We have no security team. Is Article 14 compliance realistic for a small manufacturer? Yes - with the right preparation. The process does not need to be complex. A written escalation process, an accurate SBOM, active CVE monitoring, and a published disclosure contact are achievable for any size organization. The critical factor is having them in place before an incident occurs, not during one.

What counts as "becoming aware" for the 24-hour clock? Awareness in this context means having information indicating that an actively exploited vulnerability exists in your product. If a security researcher reports an active exploit to your security contact, the clock starts. If your monitoring identifies a CVE in your component stack with confirmed active exploitation in the wild, the clock starts. If a customer reports signs of a compromised device, an investigation confirming active exploitation starts the clock.
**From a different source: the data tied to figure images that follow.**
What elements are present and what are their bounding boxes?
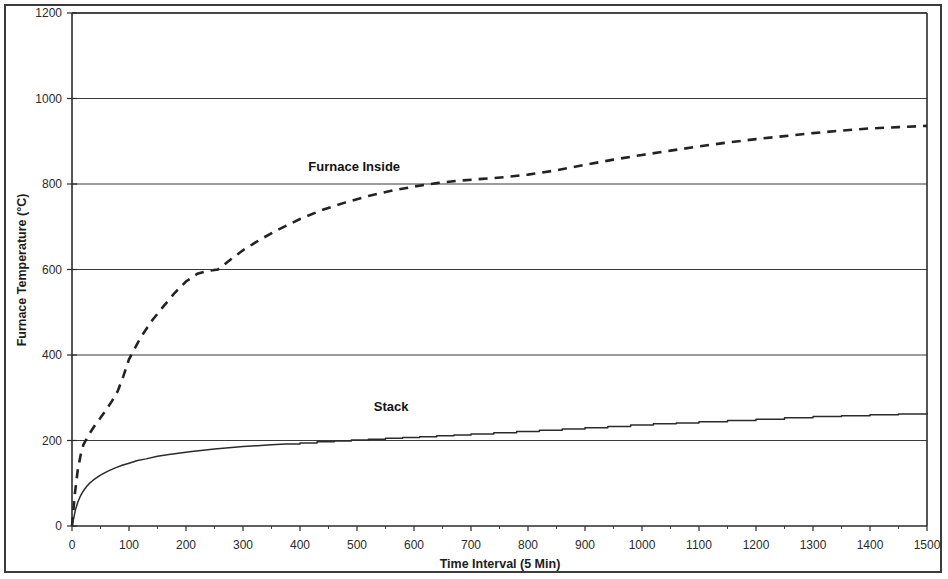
x-tick-label-500: 500 xyxy=(347,538,367,552)
series-label-furnace-inside: Furnace Inside xyxy=(308,159,400,174)
x-tick-label-900: 900 xyxy=(575,538,595,552)
x-tick-label-1000: 1000 xyxy=(629,538,656,552)
x-tick-label-1400: 1400 xyxy=(857,538,884,552)
chart-figure: 0200400600800100012000100200300400500600… xyxy=(0,0,948,579)
x-tick-label-1200: 1200 xyxy=(743,538,770,552)
y-tick-label-0: 0 xyxy=(55,519,62,533)
series-paths-group xyxy=(72,126,927,526)
x-tick-label-600: 600 xyxy=(404,538,424,552)
x-tick-label-1300: 1300 xyxy=(800,538,827,552)
x-tick-label-800: 800 xyxy=(518,538,538,552)
furnace-temperature-line-chart: 0200400600800100012000100200300400500600… xyxy=(0,0,948,579)
tick-marks-group xyxy=(67,13,927,531)
y-tick-label-600: 600 xyxy=(42,263,62,277)
series-path-stack xyxy=(72,414,927,526)
x-tick-label-1500: 1500 xyxy=(914,538,941,552)
y-tick-label-1000: 1000 xyxy=(35,92,62,106)
x-tick-label-700: 700 xyxy=(461,538,481,552)
x-tick-label-0: 0 xyxy=(69,538,76,552)
y-tick-label-1200: 1200 xyxy=(35,6,62,20)
x-tick-label-1100: 1100 xyxy=(686,538,712,552)
series-path-furnace-inside xyxy=(72,126,927,526)
series-label-stack: Stack xyxy=(374,399,409,414)
y-tick-label-200: 200 xyxy=(42,434,62,448)
x-tick-label-100: 100 xyxy=(119,538,139,552)
y-axis-title: Furnace Temperature (°C) xyxy=(15,194,29,347)
y-tick-label-800: 800 xyxy=(42,177,62,191)
gridlines-group xyxy=(72,13,927,441)
x-axis-title: Time Interval (5 Min) xyxy=(440,557,561,571)
y-tick-label-400: 400 xyxy=(42,348,62,362)
x-tick-label-400: 400 xyxy=(290,538,310,552)
x-tick-label-200: 200 xyxy=(176,538,196,552)
tick-labels-group: 0200400600800100012000100200300400500600… xyxy=(35,6,940,552)
x-tick-label-300: 300 xyxy=(233,538,253,552)
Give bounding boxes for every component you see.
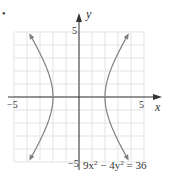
- x-axis-label: x: [154, 100, 161, 114]
- y-tick-max: 5: [72, 25, 77, 36]
- y-tick-min: −5: [68, 158, 79, 169]
- x-tick-min: −5: [7, 99, 18, 110]
- equation-label: 9x2 − 4y2 = 36: [83, 159, 147, 171]
- bullet-marker: •: [2, 8, 6, 19]
- y-axis-arrow-icon: [76, 13, 82, 22]
- hyperbola-graph: • y x 5 −5 −5 5 9x2 − 4y2 = 36: [0, 0, 170, 183]
- x-tick-max: 5: [139, 99, 144, 110]
- y-axis: [76, 13, 82, 170]
- y-axis-label: y: [85, 7, 92, 21]
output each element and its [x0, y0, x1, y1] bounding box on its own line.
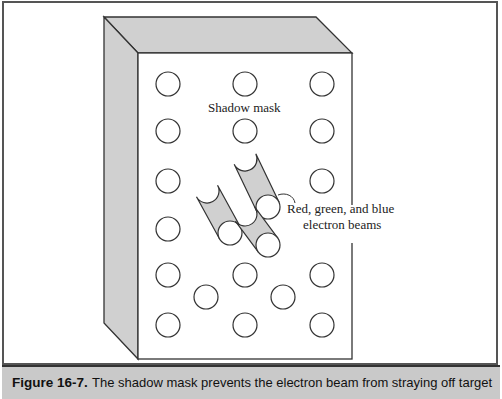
mask-hole — [233, 119, 257, 143]
shadow-mask-label: Shadow mask — [208, 100, 281, 116]
mask-hole — [156, 119, 180, 143]
mask-hole — [156, 72, 180, 96]
mask-hole — [233, 313, 257, 337]
mask-hole — [310, 119, 334, 143]
mask-hole — [233, 263, 257, 287]
mask-hole — [310, 263, 334, 287]
beams-label-line2: electron beams — [303, 217, 381, 233]
mask-hole — [194, 285, 218, 309]
mask-hole — [156, 217, 180, 241]
figure-number: Figure 16-7. — [12, 375, 88, 390]
figure-caption: The shadow mask prevents the electron be… — [92, 375, 492, 390]
mask-top-face — [104, 17, 352, 53]
mask-hole — [233, 72, 257, 96]
mask-hole — [156, 313, 180, 337]
mask-hole — [156, 263, 180, 287]
mask-hole — [310, 72, 334, 96]
mask-hole — [310, 169, 334, 193]
mask-hole — [310, 313, 334, 337]
mask-hole — [271, 285, 295, 309]
shadow-mask-diagram — [0, 0, 502, 366]
mask-hole — [156, 169, 180, 193]
beams-label-line1: Red, green, and blue — [287, 201, 394, 217]
caption-bar: Figure 16-7. The shadow mask prevents th… — [2, 365, 500, 399]
mask-left-face — [104, 17, 138, 359]
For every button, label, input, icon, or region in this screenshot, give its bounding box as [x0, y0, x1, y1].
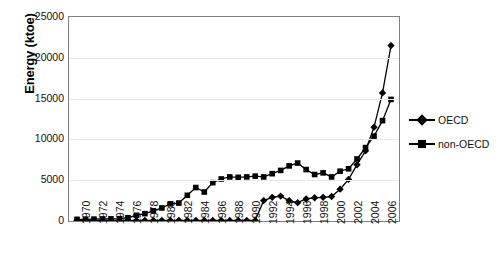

Sources: EU Cyber Resilience Act - Regulation (EU) 2024/2847, Article 14 and Article 64; European Commission CRA overview; CISA Known Exploited Vulnerabilities Catalogue


Valentyna Shulga is the CEO of Platanor Technologies. Platanor works with IoT and hardware manufacturers on the embedded security architecture and CRA compliance documentation required to meet both the September 2026 and December 2027 obligations. Reach our team at platanor.com/contact.